Making the Euro Viable: The Euro Treasury Plan
Jörg Bibow

“The idea is to create a Euro Treasury as a vehicle to pool future eurozone public investment spending and have it funded by proper eurozone treasury securities. Member state governments would agree on the initial volume of common area-wide public investment spending and on the annual growth rate of public investment thereafter. Beyond that, the Euro Treasury operates on auto-pilot. … This is not simply another ‘euro bonds’ proposal, though. In particular, there is no debt mutualization of existing national debts involved here. Member states alone would remain responsible for their respective national public debt. …

As to the evolution of national public debts under the Euro Treasury plan, steady deficit spending on public investment funded at the center that is the basis of Europe’s common future will finally allow and enable national treasuries to (nearly) balance their structural current budgets. Within one generation, there will be little national public debt left to worry about. … In general, member states will experience a decline in their overall interest burden as cheaper debts replace more expensive debts over time. While mimicking the original Maastricht criteria of fiscal rectitude and stability at the union level, the overall outcome would also resemble the situation in another—functioning—currency union during normal times: the United States.”

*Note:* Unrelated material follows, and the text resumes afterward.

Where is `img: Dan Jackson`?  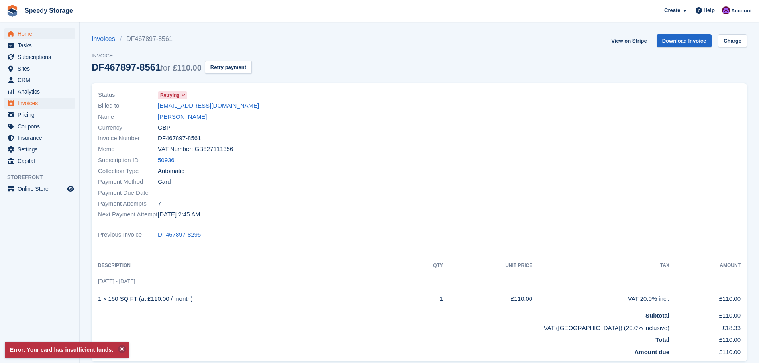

Marx’s Theory of Money and 21st-century Macrodynamics
Tai Young-Taft

“Marx’s theory of money is critiqued relative to the advent of fiat and electronic currencies and the development of financial markets. Specific topics of concern include (1) today’s identity of the money commodity, (2) possible heterogeneity of the money commodity, (3) the categories of land and rent as they pertain to the financial economy, (4) valuation of derivative securities, and (5) strategies for modeling, predicting, and controlling production and exchange of the money commodity and their interface with the real economy.”

The Effects of a Euro Exit on Growth, Employment, and Wages
Riccardo Realfonzo and Angelantonio Viscione

“A technical analysis shows that the doomsayers who support the euro at all costs and those who naively theorize that a single currency is the root of all evil are both wrong. A euro exit could be a way of getting back to growth, but at the same time it would entail serious risks, especially for wage earners. The most important lesson we can learn from the experience of the past is that the outcome, in terms of growth, distribution, and employment, depends on how a country remains in the euro; or, in the case of a euro exit, on the quality of the economic policies that are put in place once the country regains control of monetary and fiscal matters, rather than on abandoning the old exchange system as such. …

Although the exit from a monetary union such the eurozone would be unprecedented, some important pointers can be found in the currency crises of the past that more closely resemble the present case. For this purpose, we will examine the currency crises that in recent history have entailed large devaluations of the exchange rate and that were accompanied by the abandoning of previous agreements or exchange systems. This allows us to take into account both the phenomenon of devaluation and the political-institutional changes that follow when exchanges regimes are abandoned.”